Why is DNS lookup failing for both my computer and my smartphone?
December 17, 2014 11:12 AM   Subscribe

Why is DNS lookup failing for both my computer and my smartphone when connected to public (library) wifi, when it is working for everyone else?

I had been using my library's public wifi on both my laptop and my phone all morning with no issues. I stepped out for lunch, and when I came back, I was getting DNS lookup failures, on both devices. (DNS_PROBE_FINISHED_BAD_CONFIG, DNS_PROBE_FINISHED_NXDOMAIN, and some others) Meanwhile, no one else in the room was having any issues.

I changed the DNS server to Google's public DNS server (8.8.8.8) on both my phone and computer, and now I'm back in business.

So what happened here? What is baffling to me is that it affected both my devices (a Macbook and an Android), and I refuse to believe that everyone in here has at one point changed the DNS settings on their devices.
posted by alligatorman to Computers & Internet (6 answers total)
 
Best answer: Many wifi networks require you to first go to any website and either "sign in" or "accept terms and conditions" before the internet connection will be fully functional on your device. Might this have been the problem? Usually, I open a web browser and try to go to any website to get the login page. It could be that when you went to lunch, your devices went to sleep and the wifi router forgot about them.

It looks like you found a reasonable workaround though. I will have to try changing my DNS on one of these sites as that silly login is rather annoying.
posted by tckma at 11:20 AM on December 17, 2014


Response by poster: tckma - I don't think that's the issue. I couldn't even reach the Terms & Conditions page on either device. As a matter of fact, after changing the DNS setting on my phone to Google's, the T&C page appeared and I was able to get in.
posted by alligatorman at 11:32 AM on December 17, 2014


Response by poster: huh.. well I'll have to try it out again tomorrow, but I'll accept your answers, since it's the only thing that could make sense.
posted by alligatorman at 1:13 PM on December 17, 2014


I agree with the other posters that it sounds like a traffic redirection / captive portal situation may be involved.

If you can reproduce the condition and want to troubleshoot:
  • Open a shell in a "Terminal" window
  • Use the "dig" command to issue a dns query, e.g. "dig ask.metafilter.com". The output will tell you (among other things) what server answered your query, whether it gave you an answer or an error code, and what it answered (if it provided an answer.)
  • If you suspect that the DNS server which was suggested for you as part of the DHCP lease you received when you joined the network is giving you altered answers, compare the results to answers from another DHCP server, e.g. "dig ask.metafilter.com" vs. "dig @8.8.8.8 ask.metafilter.com"
Dig is a very versatile DNS troubleshooting tool and it's already installed on your MacBook (unless Apple has removed it in the most recent distributions of MacOS; I haven't checked lately but BIND and its associated utilities were provided as part of MacOS for quite some time.)
posted by Nerd of the North at 1:22 PM on December 17, 2014


I've run into a similar problem with public wifi routers where I have to request a page I've never been to before to get the login page to load. If I just refresh whatever page is in the browser, or use yahoo or Google or something in the history on the browser, it simply does not work.
posted by COD at 5:31 PM on December 17, 2014


COD beat me to it. i've noticed on my android and ios phones, sometimes on my OSX(10.6-10.10) laptops, and windows 7/8 machines that you need to load a page that *isn't cached* so that it 100% for sure has to do a real DNS lookup. Then it'll get harpooned and taken to the username/password or "click agree to continue" portal page.

My default is just to do a random google search, that seems to work like 9/10 times.

Captive portals are support nightmares and i hate them. I get why they need to exist in some places, but ugh. They're soooo janky and borked sometimes and occasionally you have to wipe your cache and refresh your DHCP lease to basically get a second "chance" at getting redirected, or your IP/MAC gets marked as connected but not signed in and you're just boned because the stupid page won't load.

Note that setting a custom DNS server might break your connection on other, "smarter" captive portaled networks in the future.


◆ BRIEF ◆
The expected output is each line below containing "axis", copied in full.

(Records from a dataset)
= = =
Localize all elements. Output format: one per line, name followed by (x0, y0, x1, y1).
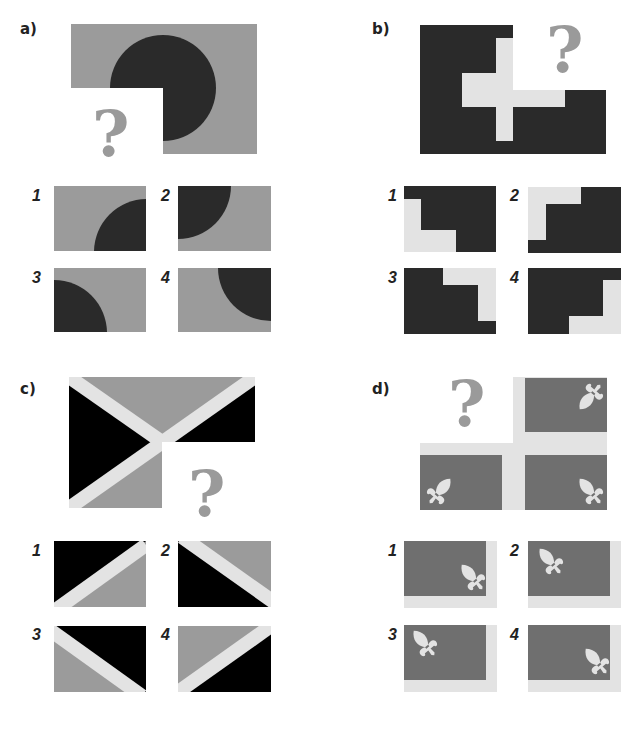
option-number: 1 (388, 542, 397, 560)
option-d-3-image[interactable] (404, 625, 497, 692)
option-number: 3 (388, 626, 397, 644)
option-d-1-image[interactable] (404, 541, 497, 608)
option-number: 2 (510, 542, 519, 560)
option-number: 4 (510, 626, 519, 644)
option-d-2-image[interactable] (528, 541, 621, 608)
option-d-4-image[interactable] (528, 625, 621, 692)
question-mark-d: ? (448, 372, 486, 436)
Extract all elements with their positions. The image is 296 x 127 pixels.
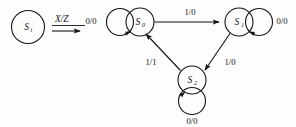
edge-label-s1-self: 0/0 (277, 16, 288, 26)
state-node-s2-label: S (188, 75, 193, 85)
diagram-canvas: S i X/Z 0/0 0/0 0/0 1/0 1/0 1/1 S 0 (0, 0, 296, 127)
state-node-s2-subscript: 2 (194, 79, 197, 86)
state-node-s1-label: S (235, 17, 240, 27)
state-node-s1-subscript: 1 (241, 21, 244, 28)
edge-label-s0-to-s1: 1/0 (185, 7, 196, 17)
edge-label-s1-to-s2: 1/0 (225, 57, 236, 67)
state-node-si-subscript: i (31, 26, 33, 33)
state-node-s0-subscript: 0 (142, 21, 146, 28)
edge-label-s2-to-s0: 1/1 (146, 57, 157, 67)
edge-s2-self-loop (179, 88, 206, 115)
edge-label-s2-self: 0/0 (187, 116, 198, 126)
state-diagram-figure: S i X/Z 0/0 0/0 0/0 1/0 1/0 1/1 S 0 (0, 0, 296, 127)
transform-label-xz: X/Z (54, 14, 69, 24)
state-node-s0-label: S (136, 17, 141, 27)
edge-label-s0-self: 0/0 (86, 16, 97, 26)
state-node-si-label: S (24, 22, 29, 32)
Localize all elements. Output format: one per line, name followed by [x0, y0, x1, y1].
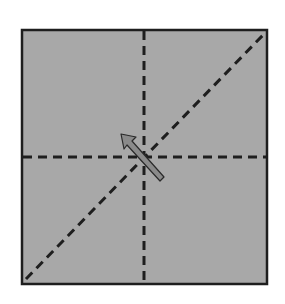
folding-diagram [0, 0, 285, 304]
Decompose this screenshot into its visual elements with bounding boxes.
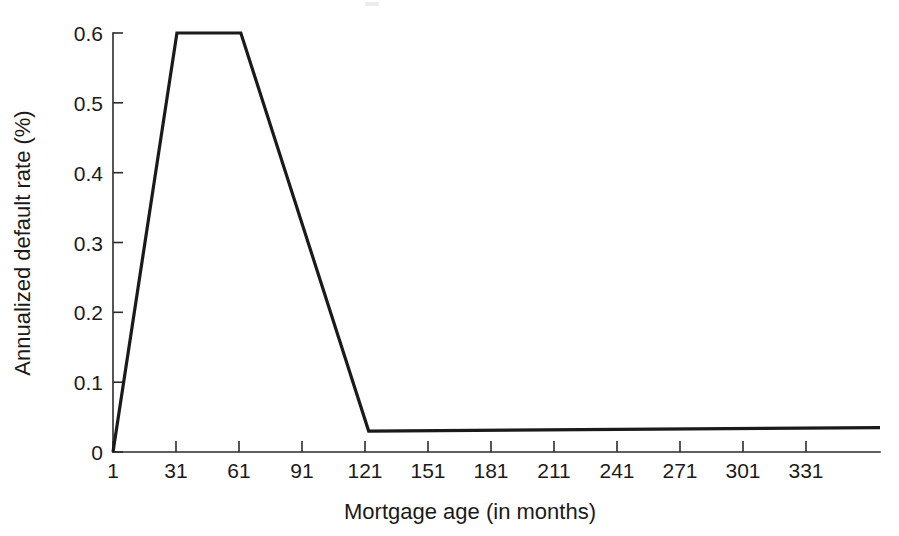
y-tick-label-0p4: 0.4 <box>74 162 104 185</box>
x-tick-labels: 1 31 61 91 121 151 181 211 241 271 301 3… <box>107 459 823 482</box>
x-tick-label-331: 331 <box>788 459 823 482</box>
x-tick-label-151: 151 <box>410 459 445 482</box>
y-tick-label-0p6: 0.6 <box>74 22 103 45</box>
x-tick-label-241: 241 <box>599 459 634 482</box>
x-tick-label-121: 121 <box>347 459 382 482</box>
x-tick-label-61: 61 <box>227 459 250 482</box>
y-axis-title: Annualized default rate (%) <box>10 110 35 375</box>
y-tick-labels: 0 0.1 0.2 0.3 0.4 0.5 0.6 <box>74 22 104 464</box>
chart-figure: 0 0.1 0.2 0.3 0.4 0.5 0.6 1 31 <box>0 0 899 536</box>
y-tick-label-0p5: 0.5 <box>74 92 103 115</box>
x-tick-label-91: 91 <box>290 459 313 482</box>
y-tick-label-0p3: 0.3 <box>74 232 103 255</box>
data-series-line <box>113 33 880 452</box>
x-tick-label-211: 211 <box>537 459 570 482</box>
x-tick-label-301: 301 <box>725 459 760 482</box>
x-tick-marks <box>113 441 806 452</box>
y-tick-label-0p1: 0.1 <box>74 371 103 394</box>
y-tick-label-0: 0 <box>91 441 103 464</box>
x-tick-label-181: 181 <box>473 459 508 482</box>
chart-plot-area: 0 0.1 0.2 0.3 0.4 0.5 0.6 1 31 <box>0 0 899 536</box>
x-tick-label-1: 1 <box>107 459 119 482</box>
y-tick-label-0p2: 0.2 <box>74 301 103 324</box>
x-axis-title: Mortgage age (in months) <box>344 499 596 524</box>
x-tick-label-31: 31 <box>164 459 187 482</box>
x-tick-label-271: 271 <box>662 459 697 482</box>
= = =
◆ RESULT ◆
y-axis-title: Annualized default rate (%) <box>10 110 35 375</box>
x-axis-title: Mortgage age (in months) <box>344 499 596 524</box>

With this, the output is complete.